Barcelona. Proclamation of the Second Republic. 14 April 1931
Creator: Vidal, Luis
Date Created: 1931-04-14
Extent: 1 item
41.38289, 2.17743
Around 3 in the afternoon of 14 April 1931, someone hung the tricolour Republican flag on the roof of the Central Post Office in Madrid’s Cibeles Square. Years later, writer María Zambrano would recall how word spread and that within minutes, “a crowd made up of groups, residents of the neighbourhoods, friends, people who suddenly were fraternizing” took over the city centre. Some three hours later, the Second Republic was proclaimed.
The image of those festive crowds shared across the country illustrates the transcendental change that that had been taking place in the world since the end of the 19th century. The masses, to use a word that characteristic of the political and social literature of the time, had erupted into the political scene, shattering what remained of the old oligarchic liberalism in which public affairs were run by a small political, economic, social, and cultural elite.
Philosophers, social scientists, and writers observed thus phenomenon apprehensively. In 1895, French sociologist Gustave Le Bon declared that “the mass is always intellectually inferior to the isolated man”, and in 1927, Spanish philosopher José José Ortega y Gasset warned that “the arrival of the masses to full social power [is] the gravest crisis that peoples, nations, and cultures can suffer”.
This fear is understandable. Since World War I the masses had become an essential political subject for the radical political movements of both the right and the left. The Russian Revolution had demonstrated their strength, and Communist parties, and some Socialist ones, saw themselves in the Soviet mirror. For example, in 1932, the Spanish Federation of Socialist Youth called for the “conquest of power by the revolutionary action of the masses”.
The capacity for mass mobilization was also crucial for the Fascists and National Socialists in their road to power. And they were the points of reference for the radical right across Europe. In 1933, the first issue of the daily paper El Fascio warned that the Fascist state must win over “the authentic mass of the nation for itself”. And, a year later, the program of the Falange called for the defeat of capitalism in order to end “the misery in which the human masses live”.

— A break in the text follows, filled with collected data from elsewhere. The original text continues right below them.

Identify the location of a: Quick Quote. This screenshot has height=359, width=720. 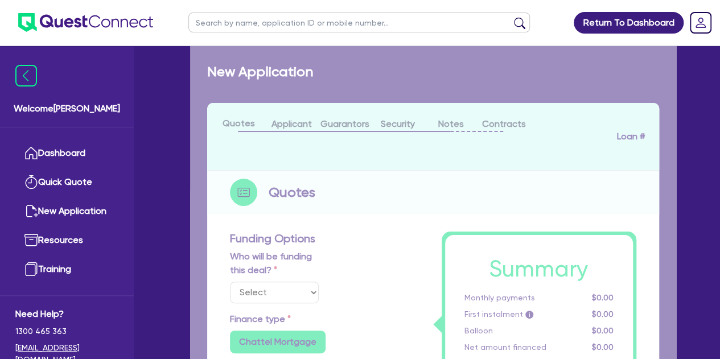
(67, 182).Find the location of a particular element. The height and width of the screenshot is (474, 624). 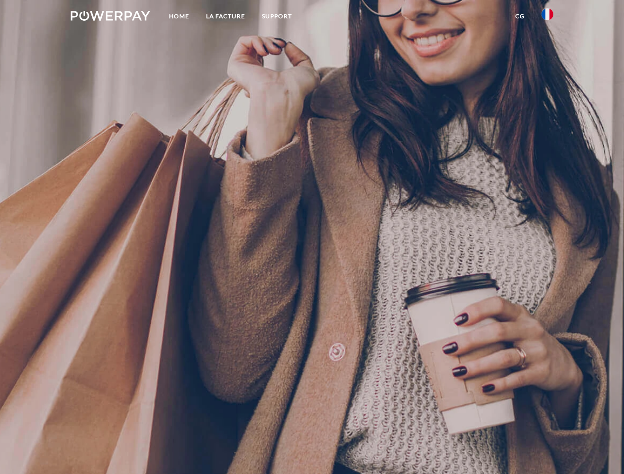

a: Home is located at coordinates (179, 16).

At the start of the 1930s, only a few European countries had radically changed their institutions in order to incorporate the masses, that is the citizenry, into democratic political systems. With the proclamation of the Second Republic, Spain joined them. But the Republic was born into an unpromising European context. As the British liberal and writer Ramsay Muir lamented in 1930, the repudiation of democratic systems “and the ideas of liberty on which they were based” had spread across the continent of Europe.